“Video Flip Back Friday Series 4”

COME OVER

The second single and opening track from Kenny Chesney’s Welcome to the Fishbowl album was written by Sam Hunt, Shane McAnally and Josh Osborne. It was sent to Country radio on May 14, 2012.
Chesney explained the song’s meaning: “‘Come Over'” is about two people who are as broken as their relationship is, when they realize deep down that their time together has probably ran its course, but they aren’t really ready to emotionally or physically move on to something else,” he said. “They keep going back to each other because it’s familiar. It’s about emotionally feeling wanted in a moment, but it feels impossible to let anybody else fill that void. It’s a really sexy song with lyrics that are incredibly universal.”
The song’s video was filmed it off the coast of Florida and directed by Chesney’s longtime collaborator Shaun Silva. “‘Come Over’ is the most intimate journey I’ve captured of Kenny in the 10 years we’ve been making music videos together,” said the director. “It’s clear within the first five seconds of this video that Kenny is committed to his character in the video and was more than willing to open up to the vulnerabilities associated with this tortured love story. The music video was finished in black-and-white, delivering a strikingly timeless and cinematic result.”

According to Chesney, this is a “classy booty call song,” and the video has the same concept. He explained to CMT News: “We’ve all been in those situations when we know we’re not going to [continue to] be with that person we have been with for a while. The relationship is over, done, run its course. But you aren’t really ready to move onto somebody else emotionally, mentally or physically. So what do we do? We ‘come over.’ (Holds hand up to ear), ‘I know you hate me and I hate you too … but come over! We don’t have to fix each other, so come over.’ We know we’re screwed up. So we took that situation and made the video. It’s a very sexy video.”

Chesney owns the the 86-foot Riva Domino speedboat that features in the video.
When the three songwriters first got together they didn’t really have the song title or its concept in mind. However, Osborne explained to Taste of Country that Hunt, “sort of had that phrasing on the verse,” so the trio “started jammin’ on that.” They, “talked about how it would be cool to have a song that kind of repeats the same chord progression throughout the whole song,” he continued, “but change the melodies around it. So we started messing around with that verse, and we still didn’t quite know what the hook was. It felt like the idea was these two people weren’t together, but couldn’t be apart.”

When the trio got to the chorus, they fell onto the “I told you I wouldn’t call. I told you I wouldn’t care” lyric, which they felt would be a cool opening line. “It was very rare that we wrote that long without having a title,” said Osborne. “We got near the end of the chorus, and I think Shane said, ‘What if it was just like a simple title like ‘Come Over,’ about these two people who know each other well, and finally the guy says to come over? But what if we said it a bunch of times like he was pleading with her?’ Then we felt like we had something.”

Osborne concluded that the song, “just organically fell out.” He added: “A lot of times you have an idea or you have a concept or a melody or some place that you start. All we really had was Sam’s phrasing of the verse, but we loved the vibe of it. We just thought, ‘Let’s play with it for a while.'”
The song took 11 weeks to climb to the top of the Country chart, giving Chesney his 24th #1 hit.
Speaking with Billboard magazine, Sam Hunt recalled. “When I bought a guitar after graduating high school, one of his (Chesney’s) songs was the first song I learned to play. It was a song called ‘What I Needed to Do’ and it was extra-special because I still have that same guitar and worked on ‘Come Over’ on that same guitar.”
This was the first big hit that Sam Hunt contributed towards. At the time he was experimenting with ways to mix more modern beats and tones with the narrative and wordplay that define the best country music. Some of the other songwriters were sceptical, but when Chesney recorded this tune and it topped the country chart, he sensed that he was on to something. Hunt told Billboard: “When we wrote that song a lot of people told us that it wasn’t a country song or that it couldn’t work in country music and to have somebody as big as Kenny Chesney endorse that style and get it out there to people, that was huge as far as moving forward with that sound that I was working on.”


**Task to complete**: Please copy each line of the records below that holds the word "Undo".

(Data records Opens)

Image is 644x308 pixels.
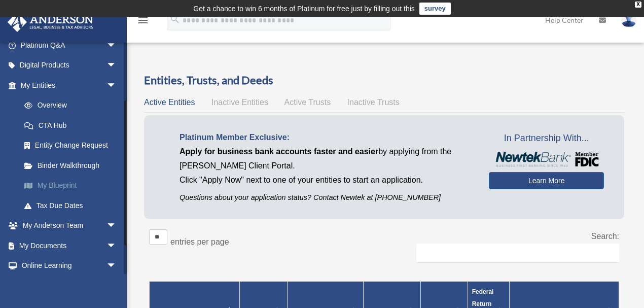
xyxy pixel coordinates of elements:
p: by applying from the [PERSON_NAME] Client Portal. [179,145,473,173]
h3: Entities, Trusts, and Deeds [144,72,624,89]
i: search [169,14,181,25]
span: Inactive Entities [212,98,269,106]
img: User Pic [621,12,636,28]
span: Apply for business bank accounts faster and easier [179,147,379,156]
div: close [635,2,641,8]
p: Platinum Member Exclusive: [179,130,473,145]
a: Overview [14,95,127,116]
span: Active Trusts [285,98,331,106]
span: arrow_drop_down [106,35,127,55]
label: entries per page [170,237,229,246]
a: Learn More [489,172,604,189]
div: Get a chance to win 6 months of Platinum for free just by filling out this [193,2,415,15]
a: My Anderson Teamarrow_drop_down [7,216,132,236]
a: Tax Due Dates [14,196,132,216]
p: Questions about your application status? Contact Newtek at [PHONE_NUMBER] [179,191,473,204]
span: arrow_drop_down [106,75,127,96]
a: Online Learningarrow_drop_down [7,256,132,276]
p: Click "Apply Now" next to one of your entities to start an application. [179,173,473,187]
img: NewtekBankLogoSM.png [494,152,599,167]
span: arrow_drop_down [106,256,127,276]
span: In Partnership With... [489,130,604,146]
span: arrow_drop_down [106,55,127,76]
span: arrow_drop_down [106,236,127,256]
a: menu [137,18,149,26]
a: Digital Productsarrow_drop_down [7,55,132,75]
a: survey [419,2,451,15]
label: Search: [591,232,619,240]
a: CTA Hub [14,116,132,136]
a: Entity Change Request [14,136,132,156]
a: My Entitiesarrow_drop_down [7,75,132,95]
span: arrow_drop_down [106,216,127,236]
a: My Documentsarrow_drop_down [7,236,132,256]
i: menu [137,14,149,26]
a: My Blueprint [14,176,132,196]
span: Active Entities [144,98,195,106]
img: Anderson Advisors Platinum Portal [5,12,96,32]
a: Platinum Q&Aarrow_drop_down [7,35,132,55]
span: Inactive Trusts [347,98,399,106]
a: Binder Walkthrough [14,156,132,176]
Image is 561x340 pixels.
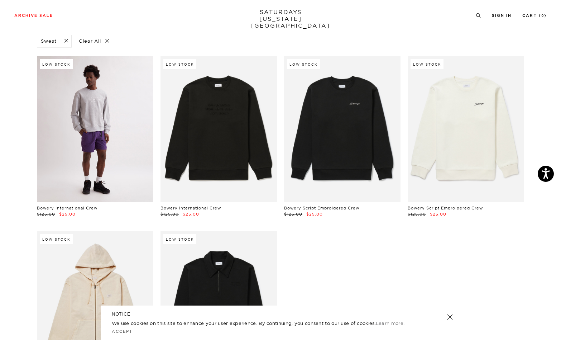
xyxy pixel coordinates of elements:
[37,211,55,216] span: $125.00
[408,205,483,210] a: Bowery Script Embroidered Crew
[59,211,76,216] span: $25.00
[183,211,199,216] span: $25.00
[163,59,196,69] div: Low Stock
[411,59,444,69] div: Low Stock
[287,59,320,69] div: Low Stock
[541,14,544,18] small: 0
[41,38,57,44] p: Sweat
[161,205,221,210] a: Bowery International Crew
[408,211,426,216] span: $125.00
[522,14,547,18] a: Cart (0)
[76,35,113,47] p: Clear All
[14,14,53,18] a: Archive Sale
[40,59,73,69] div: Low Stock
[40,234,73,244] div: Low Stock
[37,205,97,210] a: Bowery International Crew
[492,14,512,18] a: Sign In
[376,320,403,326] a: Learn more
[112,311,449,317] h5: NOTICE
[251,9,310,29] a: SATURDAYS[US_STATE][GEOGRAPHIC_DATA]
[163,234,196,244] div: Low Stock
[112,319,424,326] p: We use cookies on this site to enhance your user experience. By continuing, you consent to our us...
[284,211,302,216] span: $125.00
[306,211,323,216] span: $25.00
[112,329,133,334] a: Accept
[430,211,446,216] span: $25.00
[161,211,179,216] span: $125.00
[284,205,359,210] a: Bowery Script Embroidered Crew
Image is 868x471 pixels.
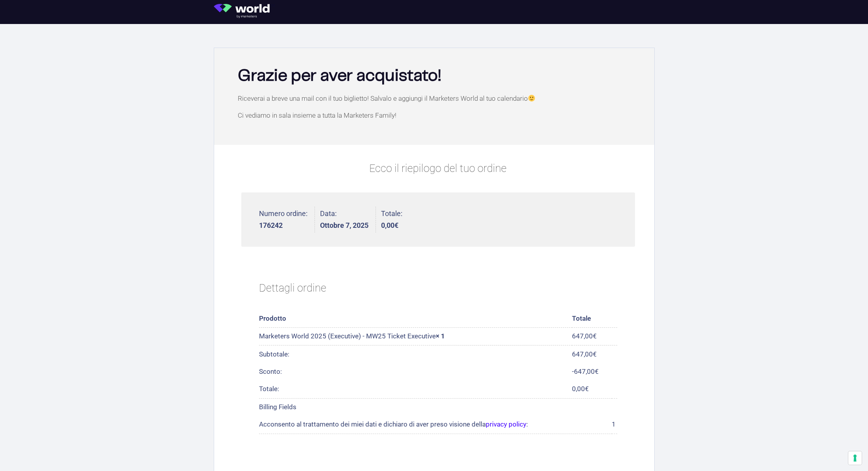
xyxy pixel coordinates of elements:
p: Ecco il riepilogo del tuo ordine [241,160,635,177]
li: Numero ordine: [259,206,315,233]
bdi: 647,00 [572,333,597,340]
span: € [592,333,597,340]
th: Prodotto [259,310,572,328]
span: € [592,351,597,358]
a: privacy policy [486,420,526,429]
td: Acconsento al trattamento dei miei dati e dichiaro di aver preso visione della : [259,416,612,434]
p: Riceverai a breve una mail con il tuo biglietto! Salvalo e aggiungi il Marketers World al tuo cal... [238,95,639,102]
button: Le tue preferenze relative al consenso per le tecnologie di tracciamento [848,452,861,465]
strong: 176242 [259,222,307,229]
span: 647,00 [574,367,599,376]
td: Marketers World 2025 (Executive) - MW25 Ticket Executive [259,328,572,345]
li: Totale: [381,206,402,233]
strong: Ottobre 7, 2025 [320,222,369,229]
td: 1 [612,416,617,434]
td: - [572,363,617,381]
b: Grazie per aver acquistato! [238,68,441,84]
th: Sconto: [259,363,572,381]
th: Totale: [259,381,572,398]
p: Ci vediamo in sala insieme a tutta la Marketers Family! [238,112,639,119]
bdi: 0,00 [381,221,398,230]
span: € [585,385,589,393]
span: € [394,221,398,230]
th: Billing Fields [259,399,617,416]
strong: × 1 [436,333,445,340]
span: 647,00 [572,351,597,358]
img: 🙂 [528,95,535,102]
th: Subtotale: [259,346,572,363]
li: Data: [320,206,376,233]
span: € [595,367,599,376]
h2: Dettagli ordine [259,271,617,304]
th: Totale [572,310,617,328]
span: 0,00 [572,385,589,393]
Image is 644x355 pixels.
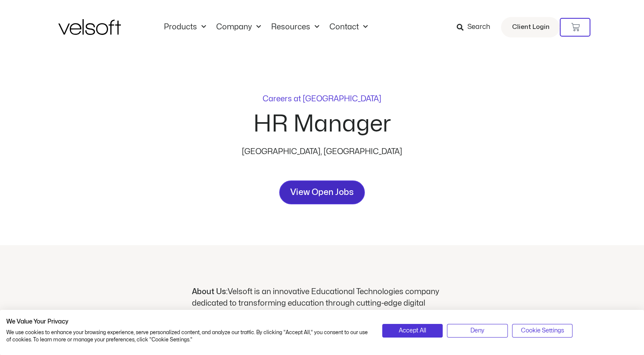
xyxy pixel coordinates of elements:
a: Client Login [501,17,560,37]
span: Accept All [399,326,426,336]
button: Accept all cookies [382,324,443,338]
span: Search [467,22,489,33]
span: About Us: [192,288,228,296]
span: Client Login [511,22,549,33]
a: Search [456,20,496,34]
span: View Open Jobs [290,186,354,200]
img: Velsoft Training Materials [59,19,121,35]
button: Adjust cookie preferences [512,324,573,338]
nav: Menu [159,23,373,32]
h2: HR Manager [253,113,391,136]
p: We use cookies to enhance your browsing experience, serve personalized content, and analyze our t... [7,329,369,344]
p: [GEOGRAPHIC_DATA], [GEOGRAPHIC_DATA] [233,146,412,158]
a: ContactMenu Toggle [325,23,373,32]
h2: We Value Your Privacy [7,318,369,326]
a: ResourcesMenu Toggle [266,23,325,32]
span: Deny [470,326,484,336]
a: ProductsMenu Toggle [159,23,211,32]
span: Cookie Settings [521,326,563,336]
button: Deny all cookies [447,324,508,338]
p: Careers at [GEOGRAPHIC_DATA] [262,95,381,103]
a: View Open Jobs [279,180,365,205]
a: CompanyMenu Toggle [211,23,266,32]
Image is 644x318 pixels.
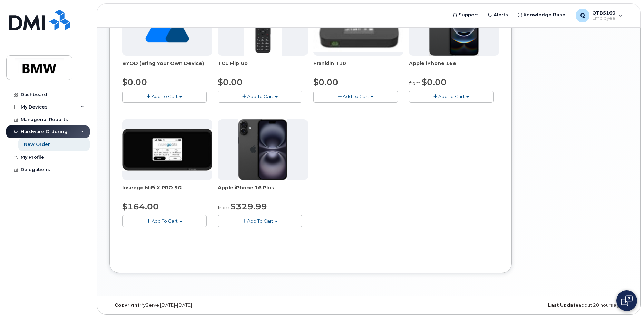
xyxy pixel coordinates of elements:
[409,91,493,103] button: Add To Cart
[151,218,178,223] span: Add To Cart
[455,302,628,308] div: about 20 hours ago
[122,77,147,87] span: $0.00
[247,93,273,99] span: Add To Cart
[109,302,282,308] div: MyServe [DATE]–[DATE]
[218,91,302,103] button: Add To Cart
[151,93,178,99] span: Add To Cart
[493,11,508,18] span: Alerts
[122,201,159,211] span: $164.00
[483,8,513,22] a: Alerts
[513,8,570,22] a: Knowledge Base
[448,8,483,22] a: Support
[230,201,267,211] span: $329.99
[592,15,615,21] span: Employee
[218,184,308,198] div: Apple iPhone 16 Plus
[621,295,633,306] img: Open chat
[459,11,478,18] span: Support
[122,91,206,103] button: Add To Cart
[122,184,212,198] div: Inseego MiFi X PRO 5G
[314,77,338,87] span: $0.00
[314,60,404,73] div: Franklin T10
[238,119,287,180] img: iphone_16_plus.png
[314,91,398,103] button: Add To Cart
[218,60,308,73] div: TCL Flip Go
[409,80,421,87] small: from
[122,60,212,73] div: BYOD (Bring Your Own Device)
[218,215,302,227] button: Add To Cart
[122,129,212,171] img: cut_small_inseego_5G.jpg
[122,215,206,227] button: Add To Cart
[438,93,465,99] span: Add To Cart
[218,77,242,87] span: $0.00
[409,60,499,73] div: Apple iPhone 16e
[580,11,585,20] span: Q
[571,9,627,23] div: QTB5160
[218,205,230,211] small: from
[422,77,447,87] span: $0.00
[343,93,369,99] span: Add To Cart
[523,11,565,18] span: Knowledge Base
[247,218,273,223] span: Add To Cart
[115,302,139,307] strong: Copyright
[548,302,579,307] strong: Last Update
[592,10,615,15] span: QTB5160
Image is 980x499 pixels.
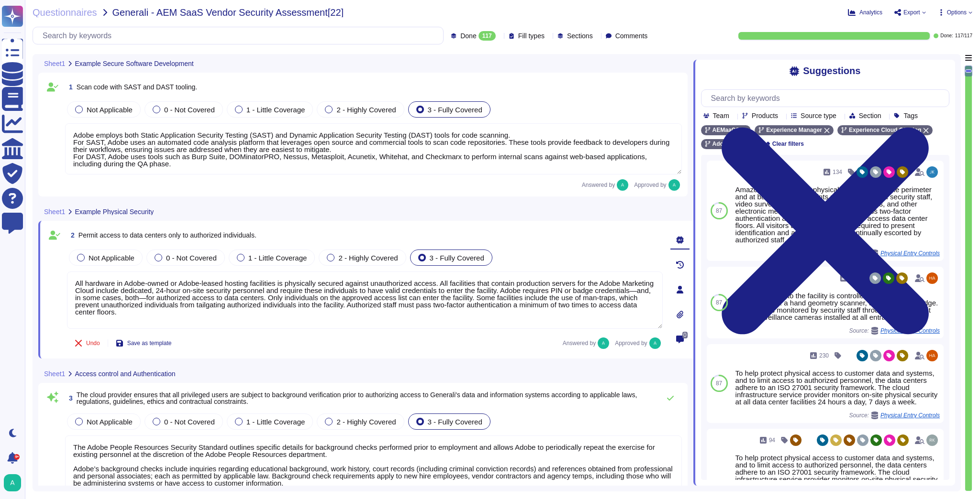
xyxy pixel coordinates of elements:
[164,106,215,114] span: 0 - Not Covered
[706,89,949,107] input: Search by keywords
[87,418,133,426] span: Not Applicable
[65,83,72,90] span: 1
[927,434,938,446] img: user
[3,474,21,491] img: user
[77,83,197,91] span: Scan code with SAST and DAST tooling.
[881,413,940,418] span: Physical Entry Controls
[65,435,682,494] textarea: The Adobe People Resources Security Standard outlines specific details for background checks perf...
[682,332,688,338] span: 0
[428,106,482,114] span: 3 - Fully Covered
[716,380,723,386] span: 87
[248,254,307,262] span: 1 - Little Coverage
[568,33,593,40] span: Sections
[903,9,921,15] span: Export
[75,371,175,377] span: Access control and Authentication
[65,395,72,402] span: 3
[769,437,775,443] span: 94
[927,166,938,178] img: user
[337,106,396,114] span: 2 - Highly Covered
[127,341,172,346] span: Save as template
[166,254,217,262] span: 0 - Not Covered
[86,341,100,346] span: Undo
[927,350,938,361] img: user
[735,370,940,405] div: To help protect physical access to customer data and systems, and to limit access to authorized p...
[338,254,398,262] span: 2 - Highly Covered
[649,337,661,349] img: user
[940,34,953,38] span: Done:
[634,182,667,188] span: Approved by
[616,33,648,40] span: Comments
[615,341,647,346] span: Approved by
[65,123,682,175] textarea: Adobe employs both Static Application Security Testing (SAST) and Dynamic Application Security Te...
[44,371,65,377] span: Sheet1
[668,179,680,191] img: user
[563,341,596,346] span: Answered by
[67,272,663,329] textarea: All hardware in Adobe-owned or Adobe-leased hosting facilities is physically secured against unau...
[164,418,215,426] span: 0 - Not Covered
[598,337,609,349] img: user
[246,418,306,426] span: 1 - Little Coverage
[716,208,723,213] span: 87
[461,33,476,40] span: Done
[479,31,496,40] div: 117
[849,411,940,419] span: Source:
[113,8,344,17] span: Generali - AEM SaaS Vendor Security Assessment[22]
[75,208,153,215] span: Example Physical Security
[75,60,194,67] span: Example Secure Software Development
[2,472,28,494] button: user
[44,208,65,215] span: Sheet1
[337,418,396,426] span: 2 - Highly Covered
[67,232,75,238] span: 2
[78,231,257,239] span: Permit access to data centers only to authorized individuals.
[246,106,306,114] span: 1 - Little Coverage
[430,254,484,262] span: 3 - Fully Covered
[955,34,972,38] span: 117 / 117
[518,33,544,40] span: Fill types
[87,106,133,114] span: Not Applicable
[89,254,134,262] span: Not Applicable
[38,28,443,44] input: Search by keywords
[14,454,20,460] div: 9+
[67,334,108,353] button: Undo
[33,8,97,17] span: Questionnaires
[848,9,883,16] button: Analytics
[109,334,179,353] button: Save as template
[859,9,883,15] span: Analytics
[77,391,637,405] span: The cloud provider ensures that all privileged users are subject to background verification prior...
[582,182,615,188] span: Answered by
[927,273,938,284] img: user
[947,9,967,15] span: Options
[44,60,65,67] span: Sheet1
[428,418,482,426] span: 3 - Fully Covered
[716,299,723,305] span: 87
[617,179,629,191] img: user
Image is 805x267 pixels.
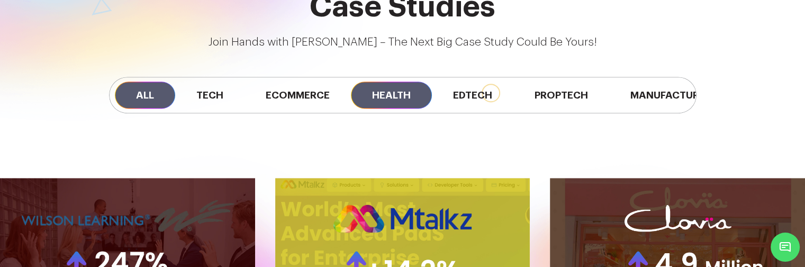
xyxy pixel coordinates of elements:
[432,82,513,108] span: Edtech
[513,82,609,108] span: Proptech
[771,232,800,261] span: Chat Widget
[245,82,351,108] span: Ecommerce
[175,82,245,108] span: Tech
[609,82,739,108] span: Manufacturing
[351,82,432,108] span: Health
[115,82,175,108] span: All
[109,34,697,51] p: Join Hands with [PERSON_NAME] – The Next Big Case Study Could Be Yours!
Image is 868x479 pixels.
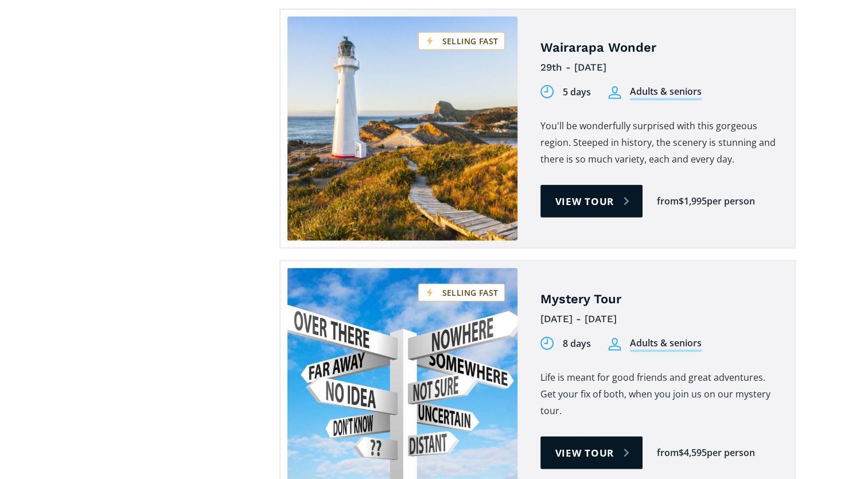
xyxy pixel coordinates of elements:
[540,369,778,419] p: Life is meant for good friends and great adventures. Get your fix of both, when you join us on ou...
[540,436,643,469] a: View tour
[540,292,778,308] h4: Mystery Tour
[630,336,702,352] div: Adults & seniors
[679,446,707,460] div: $4,595
[570,337,591,351] div: days
[570,86,591,99] div: days
[540,185,643,217] a: View tour
[540,58,778,76] div: 29th - [DATE]
[657,195,679,208] div: from
[540,310,778,328] div: [DATE] - [DATE]
[657,446,679,460] div: from
[563,86,568,99] div: 5
[540,118,778,168] p: You'll be wonderfully surprised with this gorgeous region. Steeped in history, the scenery is stu...
[707,195,755,208] div: per person
[563,337,568,351] div: 8
[707,446,755,460] div: per person
[679,195,707,208] div: $1,995
[630,85,702,101] div: Adults & seniors
[540,40,778,56] h4: Wairarapa Wonder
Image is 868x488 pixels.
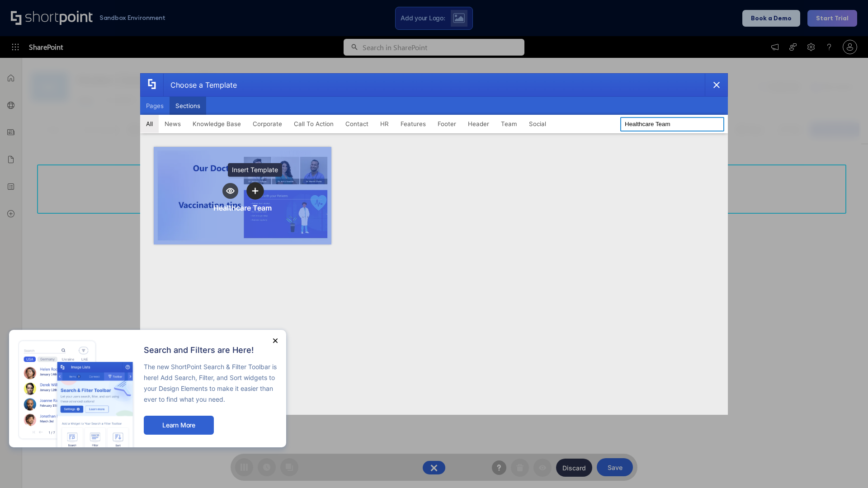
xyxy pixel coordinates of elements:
[18,339,135,447] img: new feature image
[159,115,187,133] button: News
[288,115,339,133] button: Call To Action
[394,115,432,133] button: Features
[374,115,394,133] button: HR
[822,445,868,488] iframe: Chat Widget
[169,97,206,115] button: Sections
[144,346,277,355] h2: Search and Filters are Here!
[140,97,169,115] button: Pages
[523,115,552,133] button: Social
[144,416,214,434] button: Learn More
[163,73,237,96] div: Choose a Template
[213,203,271,212] div: Healthcare Team
[495,115,523,133] button: Team
[620,117,724,132] input: Search
[187,115,247,133] button: Knowledge Base
[140,115,159,133] button: All
[247,115,288,133] button: Corporate
[140,73,727,415] div: template selector
[339,115,374,133] button: Contact
[432,115,462,133] button: Footer
[462,115,495,133] button: Header
[144,362,277,405] p: The new ShortPoint Search & Filter Toolbar is here! Add Search, Filter, and Sort widgets to your ...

(Data records Closes)

**Solution for this exercise**:
[86,341,100,346] span: Undo
[67,334,108,353] button: Undo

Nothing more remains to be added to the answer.